Framley Parsonage, therefore, from which dates his trade value with the publishers, was the earliest novel that made him a favourite with the hundreds of English households, the great event in whose lives is the arrival of the weekly book-box from Mudie’s. The personal intimacy between Trollope’s readers and his characters at the point now reached began to be quickened and deepened by J. E. Millais, whose tastes, sympathies, and exceptional insight into the life and characters depicted by Trollope qualified him, beyond any other artist of his time, to interpret with his brush the most characteristic creations of the novelist’s pen. Who shall say how much in its mental pictures of Mr. Pickwick and other Dickensian beings the popular imagination was helped by the illustrations of “Phiz”? Would the Rugby boys, for instance, described in Tom Brown, have roared with laughter, as they did, if Hablot K. Browne’s pencil had not breathed a new reality into the novelist’s account of Mr. Winkle’s equestrian difficulties, of Jingle’s boasted performances in the West Indian cricket-field, or into the fat boy’s fiendish interruption of the tender passages between Rachael Wardle and Tracy Tupman. Dickens also derived scarcely less signal service from George Cattermole in The Old Curiosity Shop, and from George Cruikshank in Oliver Twist. With writers of less genius than Dickens, such as Charles Lever and Harrison Ainsworth, their personages and situations were often saved only from complete failure by the same artist’s help.

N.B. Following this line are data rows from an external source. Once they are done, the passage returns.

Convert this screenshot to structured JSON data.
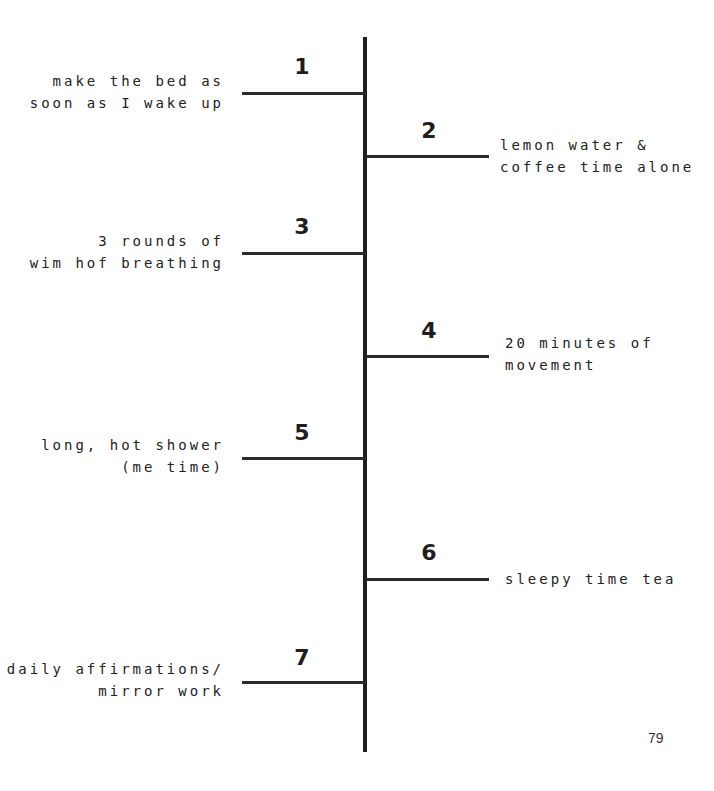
{
  "timeline": {
    "title": "",
    "steps": [
      {
        "number": "1",
        "side": "left",
        "lines": [
          "make the bed as",
          "soon as I wake up"
        ]
      },
      {
        "number": "2",
        "side": "right",
        "lines": [
          "lemon water &",
          "coffee time alone"
        ]
      },
      {
        "number": "3",
        "side": "left",
        "lines": [
          "3 rounds of",
          "wim hof breathing"
        ]
      },
      {
        "number": "4",
        "side": "right",
        "lines": [
          "20 minutes of",
          "movement"
        ]
      },
      {
        "number": "5",
        "side": "left",
        "lines": [
          "long, hot shower",
          "(me time)"
        ]
      },
      {
        "number": "6",
        "side": "right",
        "lines": [
          "sleepy time tea"
        ]
      },
      {
        "number": "7",
        "side": "left",
        "lines": [
          "daily affirmations/",
          "mirror work"
        ]
      }
    ]
  },
  "page_number": "79"
}
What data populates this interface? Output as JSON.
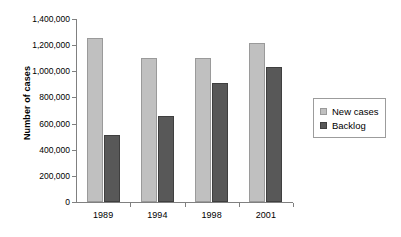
{
  "chart_data": {
    "type": "bar",
    "title": "",
    "xlabel": "",
    "ylabel": "Number of cases",
    "categories": [
      "1989",
      "1994",
      "1998",
      "2001"
    ],
    "series": [
      {
        "name": "New cases",
        "color": "#c0c0c0",
        "values": [
          1255000,
          1105000,
          1100000,
          1215000
        ]
      },
      {
        "name": "Backlog",
        "color": "#585858",
        "values": [
          510000,
          655000,
          910000,
          1035000
        ]
      }
    ],
    "ylim": [
      0,
      1400000
    ],
    "ytick_step": 200000,
    "ytick_labels": [
      "0",
      "200,000",
      "400,000",
      "600,000",
      "800,000",
      "1,000,000",
      "1,200,000",
      "1,400,000"
    ],
    "ytick_values": [
      0,
      200000,
      400000,
      600000,
      800000,
      1000000,
      1200000,
      1400000
    ],
    "grid": false,
    "legend_position": "right"
  }
}
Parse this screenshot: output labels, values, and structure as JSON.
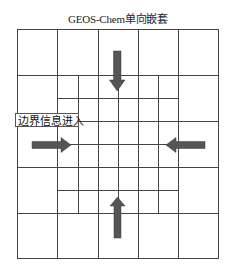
{
  "diagram": {
    "title": "GEOS-Chem单向嵌套",
    "label": "边界信息进入",
    "colors": {
      "line": "#444444",
      "arrow": "#555555",
      "background": "#ffffff"
    },
    "outer_grid": {
      "rows": 5,
      "cols": 5
    },
    "nested_grid": {
      "rows": 6,
      "cols": 6,
      "position": "center 3x3 coarse cells refined 2x"
    },
    "arrows": [
      {
        "id": "top",
        "direction": "down"
      },
      {
        "id": "left",
        "direction": "right"
      },
      {
        "id": "right",
        "direction": "left"
      },
      {
        "id": "bottom",
        "direction": "up"
      }
    ]
  }
}
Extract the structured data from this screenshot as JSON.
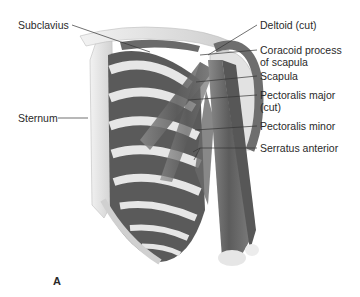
{
  "figure": {
    "panel_label": "A",
    "colors": {
      "background": "#ffffff",
      "muscle": "#6f6f6f",
      "muscle_dark": "#4a4a4a",
      "bone": "#d9d9d9",
      "bone_light": "#ececec",
      "leader_line": "#333333",
      "text": "#2a2a2a"
    },
    "labels_left": [
      {
        "text": "Subclavius"
      },
      {
        "text": "Sternum"
      }
    ],
    "labels_right": [
      {
        "text": "Deltoid (cut)"
      },
      {
        "line1": "Coracoid process",
        "line2": "of scapula"
      },
      {
        "text": "Scapula"
      },
      {
        "line1": "Pectoralis major",
        "line2": "(cut)"
      },
      {
        "text": "Pectoralis minor"
      },
      {
        "text": "Serratus anterior"
      }
    ]
  }
}
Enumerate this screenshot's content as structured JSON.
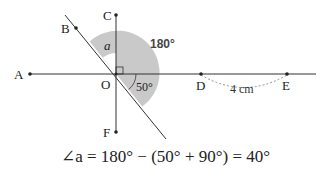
{
  "diagram": {
    "points": {
      "A": {
        "label": "A",
        "x": 30,
        "y": 74
      },
      "B": {
        "label": "B",
        "x": 76,
        "y": 28
      },
      "C": {
        "label": "C",
        "x": 116,
        "y": 15
      },
      "D": {
        "label": "D",
        "x": 201,
        "y": 74
      },
      "E": {
        "label": "E",
        "x": 287,
        "y": 74
      },
      "F": {
        "label": "F",
        "x": 116,
        "y": 132
      },
      "O": {
        "label": "O",
        "x": 116,
        "y": 74
      }
    },
    "labels": {
      "angle_a": "a",
      "angle_180": "180°",
      "angle_50": "50°",
      "distance_DE": "4 cm"
    },
    "colors": {
      "shade": "#c9c9c9",
      "line": "#333333",
      "dashed": "#777777"
    }
  },
  "formula": {
    "text": "∠a = 180° − (50° + 90°) = 40°"
  }
}
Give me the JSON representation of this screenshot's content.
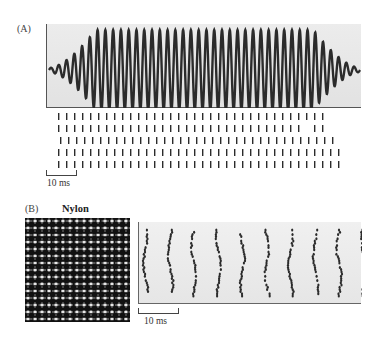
{
  "figure": {
    "panel_a": {
      "label": "(A)",
      "waveform": {
        "description": "sinusoidal vibration stimulus with ramped onset and offset",
        "cycles": 40,
        "ramp_up_cycles": 6,
        "ramp_down_cycles": 6
      },
      "raster": {
        "trials": 5,
        "spikes_per_trial": [
          34,
          34,
          35,
          36,
          36
        ],
        "description": "phase-locked spike trains, one spike per stimulus cycle"
      },
      "scale_bar": {
        "label": "10 ms"
      }
    },
    "panel_b": {
      "label": "(B)",
      "texture_title": "Nylon",
      "texture_image": "nylon fabric mesh (white grid on black)",
      "raster": {
        "columns": 10,
        "description": "spiking responses across trials organized in vertical bands"
      },
      "scale_bar": {
        "label": "10 ms"
      }
    }
  },
  "colors": {
    "panel_bg": "#e6e6e6",
    "trace": "#2b2b2b",
    "axis": "#555555",
    "nylon_bg": "#111111",
    "nylon_threads": "#e8e8e8"
  }
}
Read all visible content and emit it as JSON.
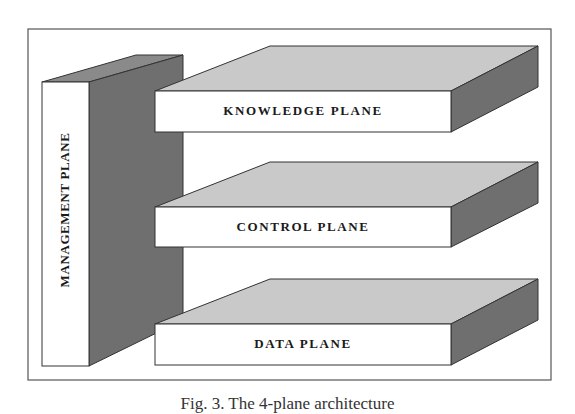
{
  "figure": {
    "caption": "Fig. 3. The 4-plane architecture",
    "colors": {
      "front_face": "#ffffff",
      "top_face": "#c9c9c9",
      "side_face": "#6f6f6f",
      "outline": "#333333",
      "frame": "#555555"
    },
    "management_plane": {
      "label": "MANAGEMENT PLANE"
    },
    "planes": [
      {
        "label": "KNOWLEDGE PLANE"
      },
      {
        "label": "CONTROL PLANE"
      },
      {
        "label": "DATA PLANE"
      }
    ]
  }
}
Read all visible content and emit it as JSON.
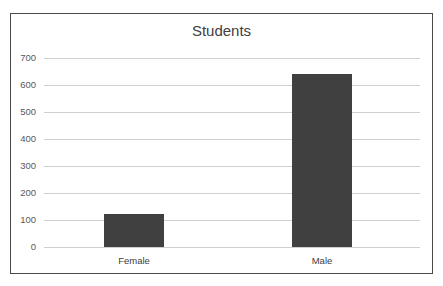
{
  "chart_data": {
    "type": "bar",
    "title": "Students",
    "categories": [
      "Female",
      "Male"
    ],
    "values": [
      122,
      640
    ],
    "xlabel": "",
    "ylabel": "",
    "ylim": [
      0,
      700
    ],
    "yticks": [
      "0",
      "100",
      "200",
      "300",
      "400",
      "500",
      "600",
      "700"
    ],
    "grid": true,
    "legend": "none",
    "bar_color": "#404040"
  }
}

More conspicuously than in any of these instances did Trollope’s association with Millais make the artist an active, if not the chief, partner in the creation of the novelist’s characters. In 1861 Trollope had not begun the personal acquaintance, which soon ripened into a lifelong intimacy, with the master of the brush whose personal charm and genial fellowship brought fresh brightness and lasting joy into the novelist’s life, at the same time that his drawings acquainted the Anglo-Saxon world with the manner and meaning of every expression on Lucy Robarts’ face, with her every gesture or movement, with the plaiting of her hair, with the simple little pendant of dull gold on her velvet neckband, with the fringe of her bodice, and with the very folds of her dress.

This fortunate conjunction of pen and pencil resulted to hosts of readers, American as well as English, in a real revelation of country life. These now realised, as they had never done before, the principles underlying the modern village polity with all its personal gradations in the scale of dignity and rank. Trollope’s novels and Millais’ engravings thus completed for multitudes the lessons in provincial existence and character which Maria Edgeworth and Jane Austen had begun. The country parish was now shown as the State in miniature, the kingly power being represented, in the present instance, by Lord Lufton and his mother at Framley Court. Between the Court and the Parsonage the relations described reflected the union of the civil and the spiritual authority. With Framley Parsonage, therefore, in the early sixties, begins the period when Trollope’s successive books were events in the publishing year, and the instalments of his work were awaited with scarcely less interest than each coming portion of Dickens’s Great Expectations, then running through All the Year Round, or of Thackeray’s Lovel the Widower and Roundabout Papers, then appearing in the same magazine pages as Trollope’s. Thackeray, indeed, had destined his own Lovel for the chief fiction of The Cornhill. It did not seem to him quite strong enough for that honour. Hence the opening which he gave Trollope. Now, too, began Trollope’s introduction into the literary and general society of the capital in which he had been born, partly bred, and in which he had served his earliest apprenticeship to the Government service that formed the foundation of his fortunes. Of its real life, except from outside, he as yet knew nothing.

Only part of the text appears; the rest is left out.